The event is part of the Distinguished Equality Lecture Series organised by the Social Policy Research Colloquium in collaboration with the Centre for Fundamental Rights and the Diversity, Equity, and Inclusion Office.
A presentation by Michael Hanchard (University of Pennsylvania).
The majority of pundits and specialists on democratic erosion often ignore an uncomfortable fact: some clues to democracy’s demise can be glimpsed in its beginnings, in the unequal circumstances certain people inhabit within democratic polities, or in adjacent contexts. Social class, caste, enslavement, patriarchy, ethnic chauvinism, xenophobia and racism are all factors that help determine who benefits the most from the workings of democracy, and for whom voting can often be a hollow act. Thus, Trumpism, Modi, Meloni, and the Alternative for Germany are not the sources of the current democratic crisis, but rather symptomatic of a more fundamental desire present in both democratic and non-democratic polities: the attraction to a form of human homogeneity that Hanchard terms racial rule.
After his presentation, Michael Hanchard will take part in a discussion with Yusuf Serunkuma (Anthropologist and Postdoctoral Researcher at Martin Luther University Halle-Wittenberg), moderated by Violeta Moreno-Lax (Wübben Foundation Professor of International Law and Director of the Hertie School’s Centre for Fundamental Rights).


The expected response is a copy of every line in the entries below that includes the word "Reports".

Source material:

BEGIN

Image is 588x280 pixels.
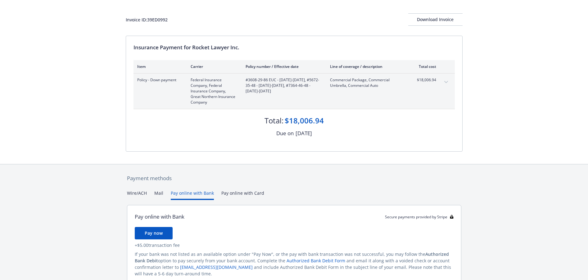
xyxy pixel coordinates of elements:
[330,77,403,89] span: Commercial Package, Commercial Umbrella, Commercial Auto
[441,77,451,87] button: expand content
[154,190,163,200] button: Mail
[137,77,181,83] span: Policy - Down payment
[135,213,185,221] div: Pay online with Bank
[285,116,324,126] div: $18,006.94
[265,116,284,126] div: Total:
[221,190,264,200] button: Pay online with Card
[134,74,455,109] div: Policy - Down paymentFederal Insurance Company, Federal Insurance Company, Great Northern Insuran...
[126,16,168,23] div: Invoice ID: 39ED0992
[134,43,455,52] div: Insurance Payment for Rocket Lawyer Inc.
[137,64,181,69] div: Item
[145,230,163,236] span: Pay now
[408,14,463,25] div: Download Invoice
[171,190,214,200] button: Pay online with Bank
[413,64,436,69] div: Total cost
[296,130,312,138] div: [DATE]
[276,130,294,138] div: Due on
[191,77,236,105] span: Federal Insurance Company, Federal Insurance Company, Great Northern Insurance Company
[330,64,403,69] div: Line of coverage / description
[287,258,345,264] a: Authorized Bank Debit Form
[191,64,236,69] div: Carrier
[180,265,253,271] a: [EMAIL_ADDRESS][DOMAIN_NAME]
[127,175,462,183] div: Payment methods
[127,190,147,200] button: Wire/ACH
[246,64,320,69] div: Policy number / Effective date
[246,77,320,94] span: #3608-29-86 EUC - [DATE]-[DATE], #5672-35-48 - [DATE]-[DATE], #7364-46-48 - [DATE]-[DATE]
[385,215,454,220] div: Secure payments provided by Stripe
[408,13,463,26] button: Download Invoice
[135,252,449,264] span: Authorized Bank Debit
[135,251,454,277] div: If your bank was not listed as an available option under "Pay Now", or the pay with bank transact...
[135,242,454,249] div: + $5.00 transaction fee
[413,77,436,83] span: $18,006.94
[135,227,173,240] button: Pay now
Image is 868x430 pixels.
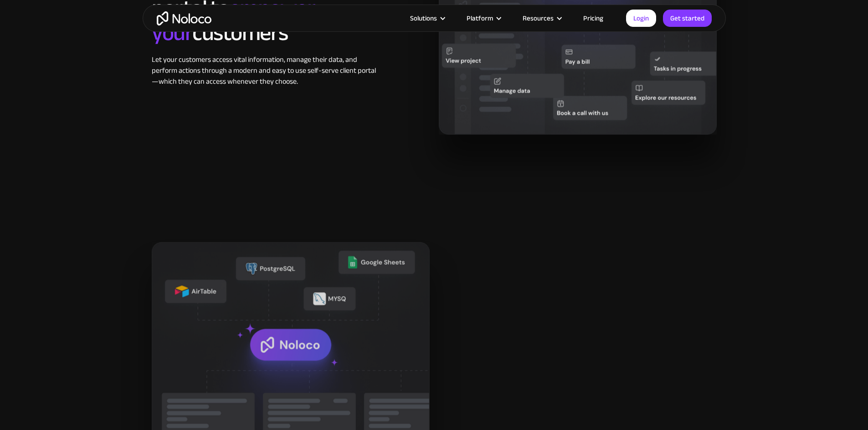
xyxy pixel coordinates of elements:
a: Login [626,9,656,27]
div: Let your customers access vital information, manage their data, and perform actions through a mod... [152,54,382,86]
div: Resources [523,12,554,24]
a: Get started [663,9,712,27]
div: Solutions [410,12,437,24]
div: Platform [455,12,512,24]
a: home [157,11,211,25]
div: Resources [512,12,572,24]
div: Platform [467,12,493,24]
a: Pricing [572,12,615,24]
div: Solutions [398,12,455,24]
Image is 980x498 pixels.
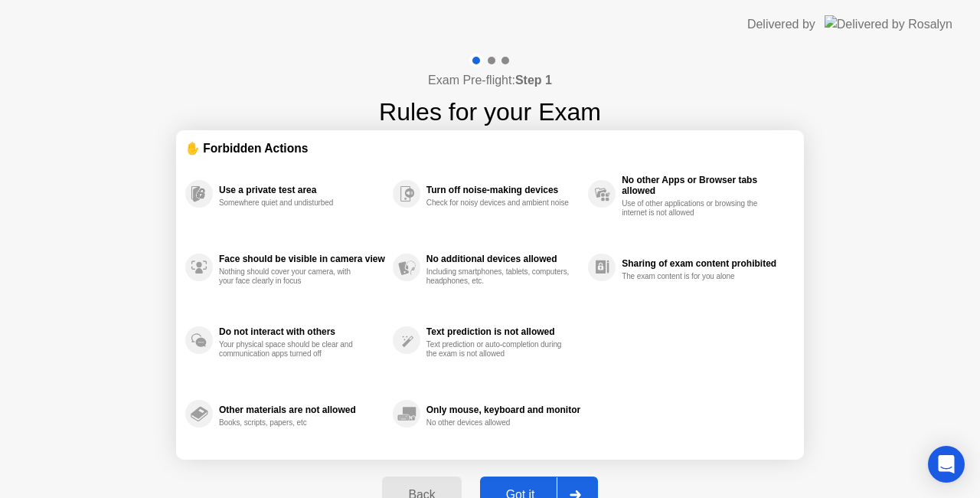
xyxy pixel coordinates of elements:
[219,340,364,359] div: Your physical space should be clear and communication apps turned off
[379,94,601,130] h1: Rules for your Exam
[428,71,552,90] h4: Exam Pre-flight:
[219,404,385,415] div: Other materials are not allowed
[426,340,571,359] div: Text prediction or auto-completion during the exam is not allowed
[219,184,385,195] div: Use a private test area
[426,404,581,415] div: Only mouse, keyboard and monitor
[748,15,815,34] div: Delivered by
[928,446,965,482] div: Open Intercom Messenger
[219,326,385,337] div: Do not interact with others
[426,254,581,264] div: No additional devices allowed
[219,254,385,264] div: Face should be visible in camera view
[622,175,787,196] div: No other Apps or Browser tabs allowed
[185,139,795,157] div: ✋ Forbidden Actions
[622,258,787,269] div: Sharing of exam content prohibited
[622,199,767,217] div: Use of other applications or browsing the internet is not allowed
[426,199,571,207] div: Check for noisy devices and ambient noise
[219,418,364,427] div: Books, scripts, papers, etc
[426,267,571,286] div: Including smartphones, tablets, computers, headphones, etc.
[219,199,364,207] div: Somewhere quiet and undisturbed
[515,73,552,87] b: Step 1
[426,184,581,195] div: Turn off noise-making devices
[622,272,767,281] div: The exam content is for you alone
[825,15,952,33] img: Delivered by Rosalyn
[426,418,571,427] div: No other devices allowed
[426,326,581,337] div: Text prediction is not allowed
[219,267,364,286] div: Nothing should cover your camera, with your face clearly in focus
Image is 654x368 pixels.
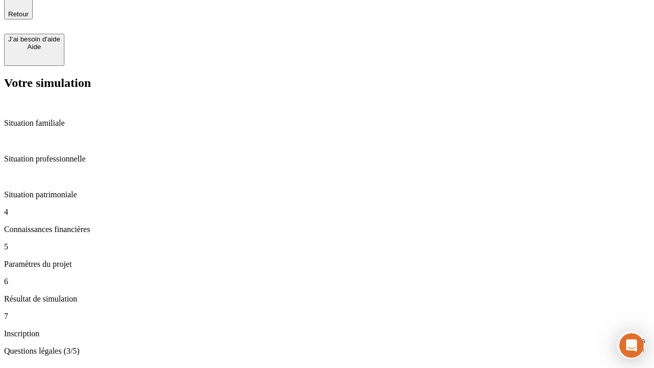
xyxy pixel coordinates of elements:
[4,225,650,234] p: Connaissances financières
[4,346,650,355] p: Questions légales (3/5)
[4,294,650,303] p: Résultat de simulation
[616,330,645,359] iframe: Intercom live chat discovery launcher
[4,277,650,286] p: 6
[4,329,650,338] p: Inscription
[4,118,650,128] p: Situation familiale
[4,259,650,269] p: Paramètres du projet
[4,207,650,217] p: 4
[4,154,650,163] p: Situation professionnelle
[8,35,60,43] div: J’ai besoin d'aide
[4,242,650,251] p: 5
[4,312,650,321] p: 7
[4,190,650,199] p: Situation patrimoniale
[619,333,644,358] iframe: Intercom live chat
[4,76,650,90] h2: Votre simulation
[4,34,64,66] button: J’ai besoin d'aideAide
[8,43,60,51] div: Aide
[8,10,29,18] span: Retour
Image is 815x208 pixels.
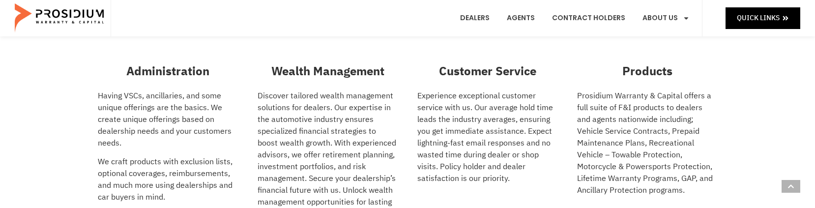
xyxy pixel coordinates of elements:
[577,90,717,196] p: Prosidium Warranty & Capital offers a full suite of F&I products to dealers and agents nationwide...
[577,62,717,80] h3: Products
[725,7,800,28] a: Quick Links
[257,62,398,80] h3: Wealth Management
[98,90,238,149] p: Having VSCs, ancillaries, and some unique offerings are the basics. We create unique offerings ba...
[417,90,557,184] p: Experience exceptional customer service with us. Our average hold time leads the industry average...
[417,62,557,80] h3: Customer Service
[737,12,779,24] span: Quick Links
[98,156,238,203] p: We craft products with exclusion lists, optional coverages, reimbursements, and much more using d...
[98,62,238,80] h3: Administration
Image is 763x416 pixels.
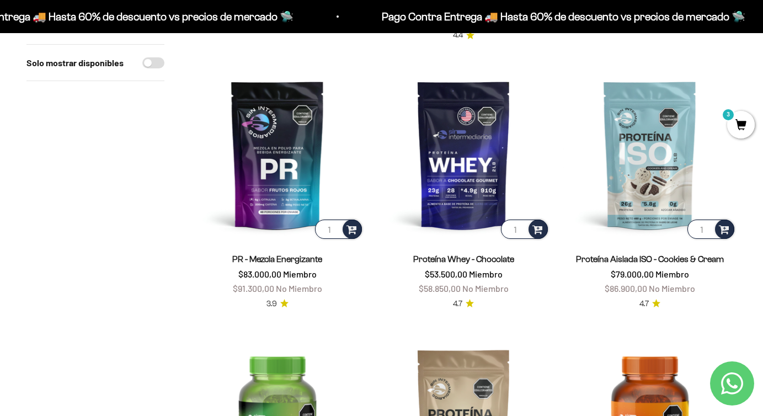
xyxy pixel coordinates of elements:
span: 3.9 [266,298,277,310]
mark: 3 [721,108,735,121]
span: 4.7 [639,298,649,310]
span: 4.4 [453,29,463,41]
a: 3 [727,120,755,132]
label: Solo mostrar disponibles [26,56,124,70]
span: $91.300,00 [233,283,274,293]
span: Miembro [655,269,689,279]
p: Pago Contra Entrega 🚚 Hasta 60% de descuento vs precios de mercado 🛸 [374,8,738,25]
span: Miembro [469,269,502,279]
a: PR - Mezcla Energizante [232,254,322,264]
a: 4.74.7 de 5.0 estrellas [639,298,660,310]
a: 4.74.7 de 5.0 estrellas [453,298,474,310]
span: Miembro [283,269,317,279]
a: Proteína Aislada ISO - Cookies & Cream [576,254,724,264]
span: No Miembro [276,283,322,293]
span: No Miembro [649,283,695,293]
span: 4.7 [453,298,462,310]
span: No Miembro [462,283,509,293]
span: $83.000,00 [238,269,281,279]
span: $86.900,00 [604,283,647,293]
a: Proteína Whey - Chocolate [413,254,514,264]
span: $58.850,00 [419,283,461,293]
a: 3.93.9 de 5.0 estrellas [266,298,288,310]
span: $79.000,00 [611,269,654,279]
span: $53.500,00 [425,269,467,279]
a: 4.44.4 de 5.0 estrellas [453,29,474,41]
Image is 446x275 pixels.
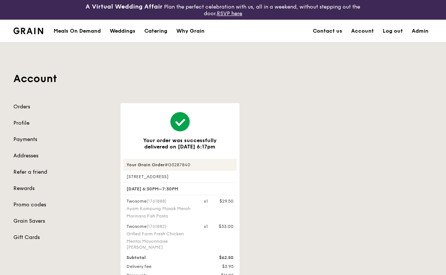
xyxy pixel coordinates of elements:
[146,199,166,204] span: (1761888)
[126,206,195,212] div: Ayam Kampung Masak Merah
[13,218,112,225] a: Grain Savers
[122,264,199,270] div: Delivery fee
[140,20,172,42] a: Catering
[172,20,209,42] a: Why Grain
[13,152,112,160] a: Addresses
[85,3,162,10] h3: A Virtual Wedding Affair
[170,112,190,132] img: icon-bigtick-success.32661cc0.svg
[219,224,233,230] div: $33.00
[217,10,242,17] a: RSVP here
[126,239,195,251] div: Mentai Mayonnaise [PERSON_NAME]
[105,20,140,42] a: Weddings
[13,169,112,176] a: Refer a friend
[204,198,208,204] div: x1
[219,198,233,204] div: $29.50
[407,20,433,42] a: Admin
[122,255,199,261] div: Subtotal
[13,19,43,42] a: GrainGrain
[126,224,195,230] div: Twosome
[176,20,204,42] div: Why Grain
[199,255,238,261] div: $62.50
[13,136,112,143] a: Payments
[110,20,135,42] div: Weddings
[54,20,101,42] div: Meals On Demand
[123,183,236,196] div: [DATE] 6:30PM–7:30PM
[126,162,165,168] strong: Your Grain Order
[132,138,227,150] h3: Your order was successfully delivered on [DATE] 6:17pm
[144,20,167,42] div: Catering
[13,201,112,209] a: Promo codes
[346,20,378,42] a: Account
[13,185,112,193] a: Rewards
[308,20,346,42] a: Contact us
[13,103,112,111] a: Orders
[126,198,195,204] div: Twosome
[126,231,195,237] div: Grilled Farm Fresh Chicken
[13,120,112,127] a: Profile
[74,3,371,17] div: Plan the perfect celebration with us, all in a weekend, without stepping out the door.
[13,72,433,85] h1: Account
[146,224,166,229] span: (1761882)
[13,234,112,242] a: Gift Cards
[13,28,43,34] img: Grain
[204,224,208,230] div: x1
[126,213,195,219] div: Marinara Fish Pasta
[123,159,236,171] div: #G3287840
[378,20,407,42] a: Log out
[123,174,236,180] div: [STREET_ADDRESS]
[199,264,238,270] div: $3.95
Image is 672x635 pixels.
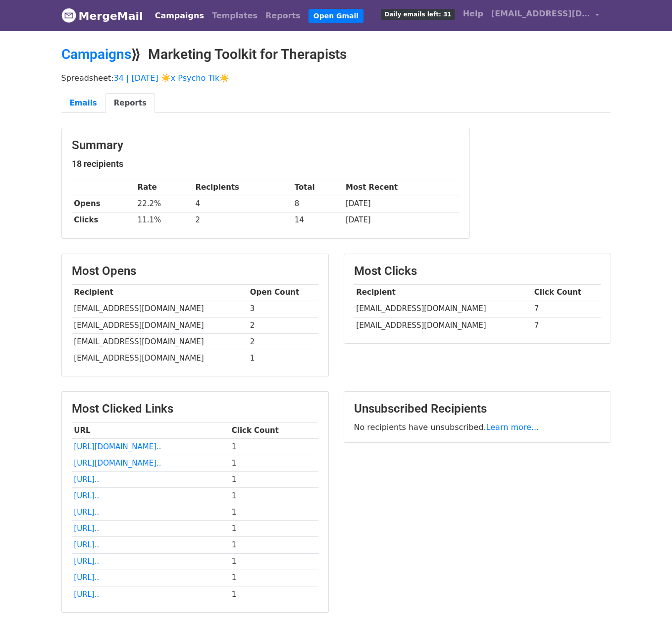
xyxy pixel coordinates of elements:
a: [URL].. [74,524,99,533]
td: 4 [193,195,292,212]
a: [URL].. [74,508,99,517]
a: [URL].. [74,492,99,501]
th: Recipient [354,284,532,301]
td: 2 [247,334,319,350]
td: 14 [292,212,343,228]
td: 1 [229,569,319,586]
a: [EMAIL_ADDRESS][DOMAIN_NAME] [487,4,603,27]
h2: ⟫ Marketing Toolkit for Therapists [62,46,611,63]
td: 1 [229,472,319,488]
span: Daily emails left: 31 [381,9,455,20]
td: [EMAIL_ADDRESS][DOMAIN_NAME] [72,334,247,350]
td: 8 [292,195,343,212]
td: 1 [229,521,319,537]
p: Spreadsheet: [62,73,611,83]
td: 1 [229,553,319,569]
td: 2 [247,317,319,334]
h3: Summary [72,138,459,152]
td: [EMAIL_ADDRESS][DOMAIN_NAME] [354,317,532,334]
p: No recipients have unsubscribed. [354,422,601,433]
td: [EMAIL_ADDRESS][DOMAIN_NAME] [72,301,247,317]
th: Click Count [229,422,319,438]
th: Total [292,179,343,195]
td: 7 [532,317,601,334]
th: Open Count [247,284,319,301]
a: [URL].. [74,573,99,582]
a: [URL][DOMAIN_NAME].. [74,442,161,451]
a: MergeMail [62,5,143,26]
th: URL [72,422,229,438]
td: 1 [229,505,319,521]
td: [DATE] [343,195,459,212]
td: 22.2% [135,195,193,212]
td: [EMAIL_ADDRESS][DOMAIN_NAME] [72,350,247,366]
td: 3 [247,301,319,317]
td: 7 [532,301,601,317]
td: 1 [229,586,319,602]
a: 34 | [DATE] ☀️x Psycho Tik☀️ [114,73,230,83]
h3: Unsubscribed Recipients [354,402,601,416]
a: Campaigns [151,6,208,26]
a: Daily emails left: 31 [377,4,459,24]
td: 1 [247,350,319,366]
th: Recipient [72,284,247,301]
th: Recipients [193,179,292,195]
td: 1 [229,537,319,553]
th: Click Count [532,284,601,301]
a: Emails [62,93,105,114]
td: 2 [193,212,292,228]
iframe: Chat Widget [623,587,672,635]
td: 11.1% [135,212,193,228]
a: [URL][DOMAIN_NAME].. [74,459,161,468]
a: Campaigns [62,46,131,62]
span: [EMAIL_ADDRESS][DOMAIN_NAME] [491,8,590,20]
th: Most Recent [343,179,459,195]
h3: Most Opens [72,264,319,278]
td: [EMAIL_ADDRESS][DOMAIN_NAME] [354,301,532,317]
a: Templates [208,6,261,26]
td: 1 [229,438,319,455]
th: Rate [135,179,193,195]
td: [EMAIL_ADDRESS][DOMAIN_NAME] [72,317,247,334]
a: [URL].. [74,475,99,484]
a: Help [459,4,487,24]
a: [URL].. [74,541,99,550]
td: 1 [229,455,319,472]
a: Reports [261,6,305,26]
a: [URL].. [74,557,99,566]
h3: Most Clicks [354,264,601,278]
h5: 18 recipients [72,159,459,170]
th: Opens [72,195,135,212]
a: [URL].. [74,590,99,599]
a: Reports [105,93,155,114]
h3: Most Clicked Links [72,402,319,416]
a: Open Gmail [308,9,364,23]
td: [DATE] [343,212,459,228]
img: MergeMail logo [62,8,76,22]
th: Clicks [72,212,135,228]
td: 1 [229,488,319,505]
a: Learn more... [486,423,539,432]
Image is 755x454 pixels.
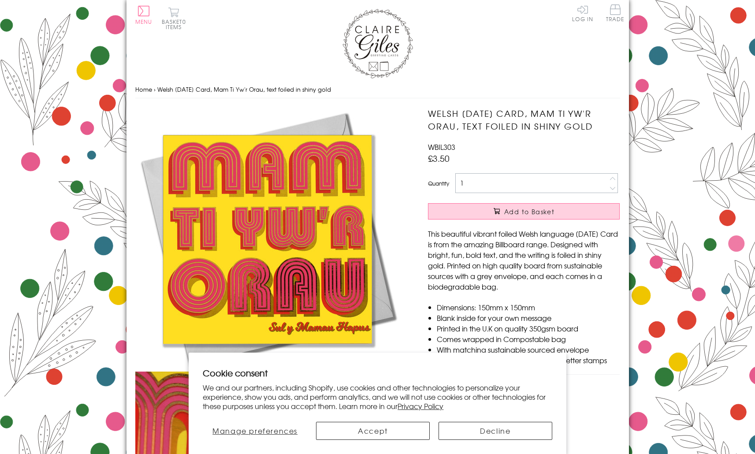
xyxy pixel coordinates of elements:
a: Home [135,85,152,93]
p: We and our partners, including Shopify, use cookies and other technologies to personalize your ex... [203,383,552,410]
p: This beautiful vibrant foiled Welsh language [DATE] Card is from the amazing Billboard range. Des... [428,228,620,292]
img: Claire Giles Greetings Cards [343,9,413,78]
span: £3.50 [428,152,450,164]
h2: Cookie consent [203,367,552,379]
label: Quantity [428,179,449,187]
button: Basket0 items [162,7,186,30]
span: Welsh [DATE] Card, Mam Ti Yw'r Orau, text foiled in shiny gold [157,85,331,93]
span: › [154,85,156,93]
a: Privacy Policy [398,401,443,411]
button: Manage preferences [203,422,307,440]
li: Blank inside for your own message [437,313,620,323]
h1: Welsh [DATE] Card, Mam Ti Yw'r Orau, text foiled in shiny gold [428,107,620,133]
button: Accept [316,422,430,440]
button: Add to Basket [428,203,620,220]
span: Menu [135,18,153,26]
li: Printed in the U.K on quality 350gsm board [437,323,620,334]
button: Decline [439,422,552,440]
span: Manage preferences [212,425,298,436]
span: 0 items [166,18,186,31]
span: Add to Basket [504,207,555,216]
button: Menu [135,6,153,24]
a: Log In [572,4,593,22]
li: With matching sustainable sourced envelope [437,344,620,355]
li: Comes wrapped in Compostable bag [437,334,620,344]
span: WBIL303 [428,141,455,152]
nav: breadcrumbs [135,81,620,99]
a: Trade [606,4,625,23]
span: Trade [606,4,625,22]
li: Dimensions: 150mm x 150mm [437,302,620,313]
img: Welsh Mother's Day Card, Mam Ti Yw'r Orau, text foiled in shiny gold [135,107,400,372]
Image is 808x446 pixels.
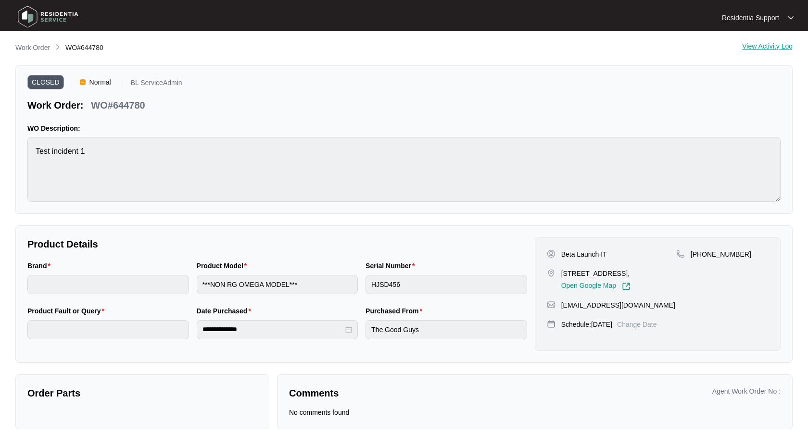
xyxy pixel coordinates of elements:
[365,320,527,339] input: Purchased From
[547,249,555,258] img: user-pin
[622,282,630,291] img: Link-External
[547,320,555,328] img: map-pin
[27,306,108,316] label: Product Fault or Query
[13,43,52,53] a: Work Order
[197,306,255,316] label: Date Purchased
[80,79,86,85] img: Vercel Logo
[27,320,189,339] input: Product Fault or Query
[27,99,83,112] p: Work Order:
[561,249,607,259] p: Beta Launch IT
[690,249,751,259] p: [PHONE_NUMBER]
[15,43,50,52] p: Work Order
[91,99,145,112] p: WO#644780
[722,13,779,23] p: Residentia Support
[14,2,82,31] img: residentia service logo
[131,79,182,89] p: BL ServiceAdmin
[712,386,780,396] p: Agent Work Order No :
[54,43,62,51] img: chevron-right
[197,261,251,271] label: Product Model
[561,282,630,291] a: Open Google Map
[27,124,780,133] p: WO Description:
[27,75,64,89] span: CLOSED
[197,275,358,294] input: Product Model
[65,44,103,51] span: WO#644780
[27,261,54,271] label: Brand
[27,386,257,400] p: Order Parts
[365,306,426,316] label: Purchased From
[561,320,612,329] p: Schedule: [DATE]
[742,42,792,54] div: View Activity Log
[561,300,675,310] p: [EMAIL_ADDRESS][DOMAIN_NAME]
[86,75,115,89] span: Normal
[27,275,189,294] input: Brand
[289,386,528,400] p: Comments
[27,237,527,251] p: Product Details
[617,320,657,329] p: Change Date
[365,275,527,294] input: Serial Number
[202,324,344,335] input: Date Purchased
[676,249,684,258] img: map-pin
[787,15,793,20] img: dropdown arrow
[27,137,780,202] textarea: Test incident 1
[561,269,630,278] p: [STREET_ADDRESS],
[547,300,555,309] img: map-pin
[547,269,555,277] img: map-pin
[289,408,349,417] p: No comments found
[365,261,418,271] label: Serial Number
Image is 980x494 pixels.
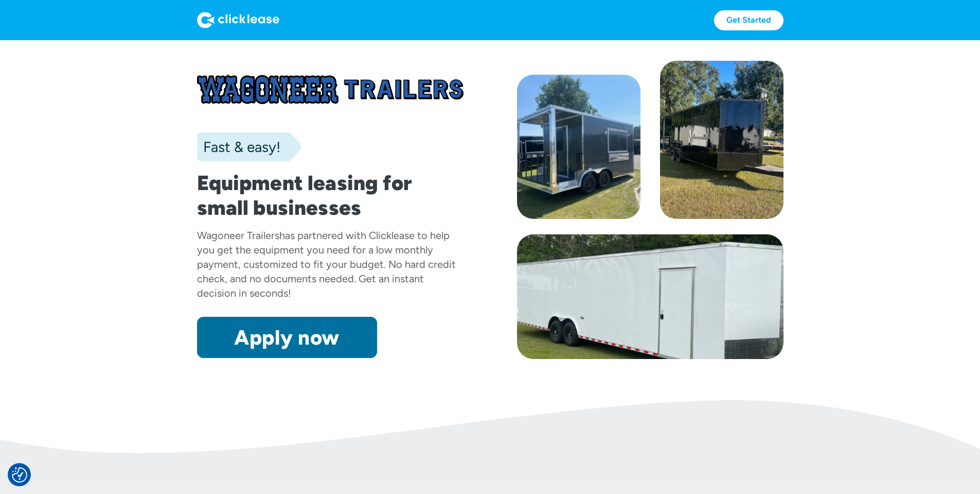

END

The completed task:
a: Reports [261,6,305,26]
a: Reports [105,93,155,114]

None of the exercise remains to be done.